Many of those who signed Clark’s petitions also said they would be willing to provide funds or materials to make the station happen, she said.
G. Alan Kyger, Oxford’s development director, declined Monday to identify any potential sites, except to say that the search committee is focusing on sites that sit on public land, although a privately-owned site would not be ruled out.
The city has identified about five or six potential sites for the stop — including between High Street and the former Talawanda High School site on Locust Street — but officials declined to divulge the specific locations as conversations with property owners have not yet taken place.
“The eventual decision-makers are going to be City Council and Miami University,” Kyger previously told the Journal-News. “We’re trying to work together on this project.”
The committee plans to make a location recommendation to Oxford and to Miami by the end of the summer, Kyger said.
According to Clark, the location decision needs to be made “before the administration changes at Amtrak.”
“Once the administration changes, there’s a possibility that Oxford will have to start all over again,” Clark said. “It’s like it’s never happened.”
However, Marc Magliari, spokesman for Amtrak, told the Journal-News he doesn’t know about any pending administration change that would affect the timeline of the project.
“I don’t know that we’re up against any imminent deadline,” he said.
Amtrak, which gave Oxford and Miami the go-ahead to select a site earlier this year, said that it would be willing to place a stop in Oxford, but the city and the university would have to find the site and the funds to pay for it.
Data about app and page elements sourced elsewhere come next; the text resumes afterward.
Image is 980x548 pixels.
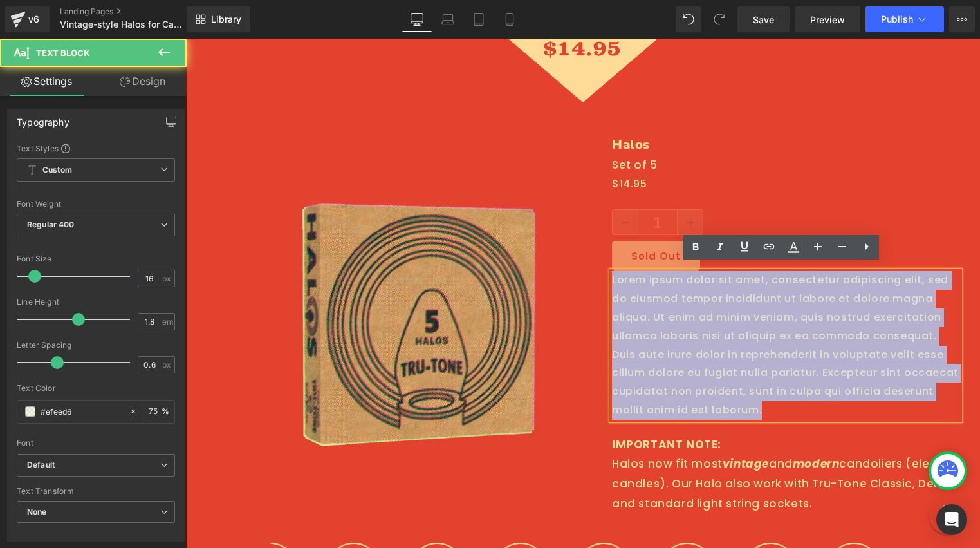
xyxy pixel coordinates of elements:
a: New Library [187,7,250,32]
span: $14.95 [426,137,461,155]
div: Line Height [17,297,175,307]
i: vintage [536,418,583,433]
input: Color [40,404,123,419]
b: None [27,507,47,517]
div: Font Weight [17,200,175,208]
button: Sold Out [426,203,514,233]
button: Redo [707,7,732,32]
div: Letter Spacing [17,341,175,350]
a: Preview [795,7,861,32]
button: Publish [866,7,944,32]
a: Laptop [432,7,463,32]
span: Publish [882,14,913,24]
div: Font [17,438,175,448]
span: px [162,360,173,369]
div: Halos now fit most and candoliers (electric candles) . Our Halo also work with Tru-Tone Classic, ... [426,381,774,475]
div: Text Transform [17,487,175,496]
div: v6 [25,11,42,28]
b: Regular 400 [27,220,75,229]
p: Set of 5 [426,116,774,137]
a: Halos [426,99,464,114]
i: Default [27,460,54,471]
span: Vintage-style Halos for Candoliers | Tru-Tone™ vintage-style LED light bulbs [60,20,184,30]
p: Lorem ipsum dolor sit amet, consectetur adipiscing elit, sed do eiusmod tempor incididunt ut labo... [426,233,774,381]
button: More [949,7,975,32]
span: Save [753,13,775,26]
img: Chat Button [743,458,780,495]
div: Typography [17,110,69,128]
a: Desktop [401,7,432,32]
a: Design [96,67,189,96]
button: Undo [676,7,701,32]
span: Library [211,13,241,25]
div: Text Color [17,384,175,393]
a: v6 [5,7,50,32]
span: px [162,274,173,282]
strong: IMPORTANT NOTE: [426,398,535,414]
a: Mobile [494,7,525,32]
b: Custom [42,165,72,175]
i: modern [607,418,654,433]
a: Landing Pages [60,7,208,17]
a: Tablet [463,7,494,32]
span: em [162,317,173,326]
span: Preview [810,13,845,26]
span: Text Block [36,48,89,58]
div: Text Styles [17,143,175,153]
div: Open Intercom Messenger [937,504,968,535]
div: Chat widget toggle [743,458,780,495]
div: Font Size [17,254,175,264]
div: % [143,401,174,423]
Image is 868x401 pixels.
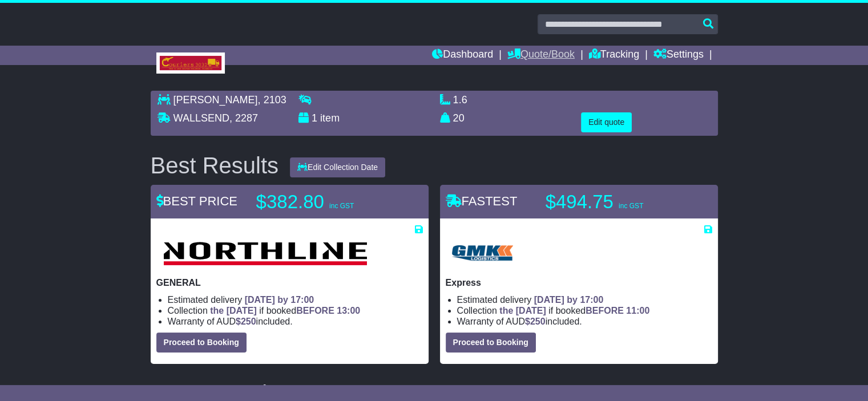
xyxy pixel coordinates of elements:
[457,295,712,306] li: Estimated delivery
[296,306,334,316] span: BEFORE
[173,113,229,124] span: WALLSEND
[258,95,287,106] span: , 2103
[585,306,624,316] span: BEFORE
[311,113,317,124] span: 1
[581,113,632,132] button: Edit quote
[145,153,284,178] div: Best Results
[156,194,237,208] span: BEST PRICE
[256,191,399,213] p: $382.80
[446,332,536,353] button: Proceed to Booking
[236,317,256,326] span: $
[432,46,493,65] a: Dashboard
[618,202,643,210] span: inc GST
[156,235,373,272] img: Northline Distribution: GENERAL
[245,295,314,305] span: [DATE] by 17:00
[168,295,423,306] li: Estimated delivery
[168,306,423,316] li: Collection
[446,194,517,208] span: FASTEST
[457,306,712,316] li: Collection
[329,202,354,210] span: inc GST
[626,306,649,316] span: 11:00
[453,95,467,106] span: 1.6
[545,191,688,213] p: $494.75
[156,332,247,353] button: Proceed to Booking
[168,316,423,327] li: Warranty of AUD included.
[210,306,256,316] span: the [DATE]
[589,46,639,65] a: Tracking
[210,306,360,316] span: if booked
[499,306,545,316] span: the [DATE]
[534,295,603,305] span: [DATE] by 17:00
[507,46,574,65] a: Quote/Book
[173,95,258,106] span: [PERSON_NAME]
[320,113,339,124] span: item
[525,317,545,326] span: $
[499,306,649,316] span: if booked
[290,158,385,177] button: Edit Collection Date
[446,277,712,288] p: Express
[453,113,465,124] span: 20
[457,316,712,327] li: Warranty of AUD included.
[653,46,703,65] a: Settings
[241,317,256,326] span: 250
[336,306,360,316] span: 13:00
[530,317,545,326] span: 250
[446,235,518,272] img: GMK Logistics: Express
[229,113,258,124] span: , 2287
[156,277,423,288] p: GENERAL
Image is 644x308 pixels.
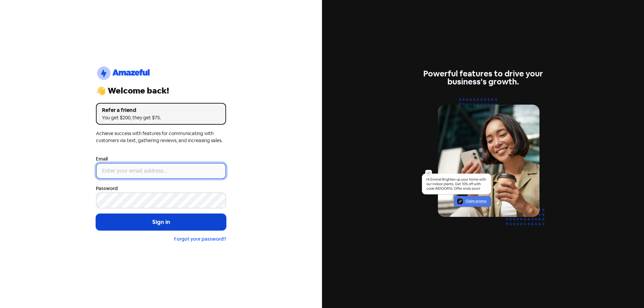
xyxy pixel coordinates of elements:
[96,155,108,163] label: Email
[96,185,118,192] label: Password
[96,130,226,144] div: Achieve success with features for communicating with customers via text, gathering reviews, and i...
[102,114,220,122] div: You get $200, they get $75.
[102,106,220,114] div: Refer a friend
[174,236,226,242] a: Forgot your password?
[417,70,548,86] div: Powerful features to drive your business's growth.
[417,94,548,239] img: text-marketing
[96,87,226,95] div: 👋 Welcome back!
[96,214,226,231] button: Sign in
[96,163,226,179] input: Enter your email address...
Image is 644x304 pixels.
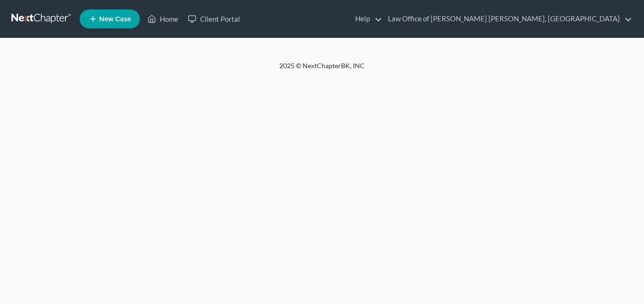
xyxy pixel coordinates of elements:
[143,11,183,27] a: Home
[183,11,245,27] a: Client Portal
[383,11,632,27] a: Law Office of [PERSON_NAME] [PERSON_NAME], [GEOGRAPHIC_DATA]
[52,61,592,78] div: 2025 © NextChapterBK, INC
[80,10,140,28] new-legal-case-button: New Case
[350,11,382,27] a: Help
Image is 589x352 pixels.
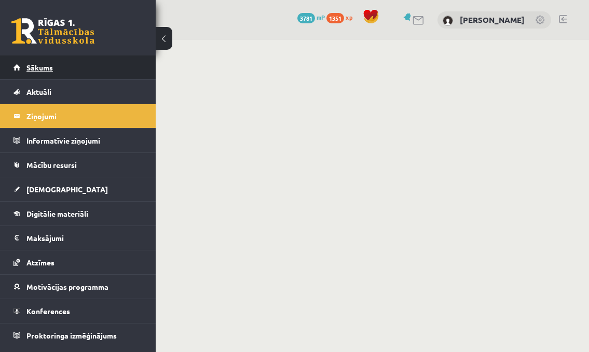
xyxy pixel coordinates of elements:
[26,63,53,72] span: Sākums
[13,202,143,226] a: Digitālie materiāli
[13,275,143,299] a: Motivācijas programma
[13,300,143,323] a: Konferences
[13,104,143,128] a: Ziņojumi
[443,16,453,26] img: Amanda Lorberga
[26,185,108,194] span: [DEMOGRAPHIC_DATA]
[26,226,143,250] legend: Maksājumi
[26,258,55,267] span: Atzīmes
[26,129,143,153] legend: Informatīvie ziņojumi
[26,160,77,170] span: Mācību resursi
[26,209,88,219] span: Digitālie materiāli
[13,129,143,153] a: Informatīvie ziņojumi
[26,331,117,341] span: Proktoringa izmēģinājums
[13,178,143,201] a: [DEMOGRAPHIC_DATA]
[13,251,143,275] a: Atzīmes
[13,80,143,104] a: Aktuāli
[26,307,70,316] span: Konferences
[26,282,108,292] span: Motivācijas programma
[327,13,344,23] span: 1351
[297,13,325,21] a: 3781 mP
[26,87,51,97] span: Aktuāli
[26,104,143,128] legend: Ziņojumi
[317,13,325,21] span: mP
[460,15,525,25] a: [PERSON_NAME]
[13,153,143,177] a: Mācību resursi
[13,56,143,79] a: Sākums
[346,13,352,21] span: xp
[13,226,143,250] a: Maksājumi
[11,18,94,44] a: Rīgas 1. Tālmācības vidusskola
[13,324,143,348] a: Proktoringa izmēģinājums
[297,13,315,23] span: 3781
[327,13,358,21] a: 1351 xp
For that reason, the city and Miami are looking at the least elaborate kind of stop called a “shelter station,” which has overhead canopies but no amenities such as restrooms.
Amtrak’s Cardinal Line, which travels from New York to Chicago, goes through Oxford three times a week at 3 a.m. but does not stop in the city. According to Miami spokeswoman Claire Wagner, the university has just over 1,500 students from the greater Chicago area.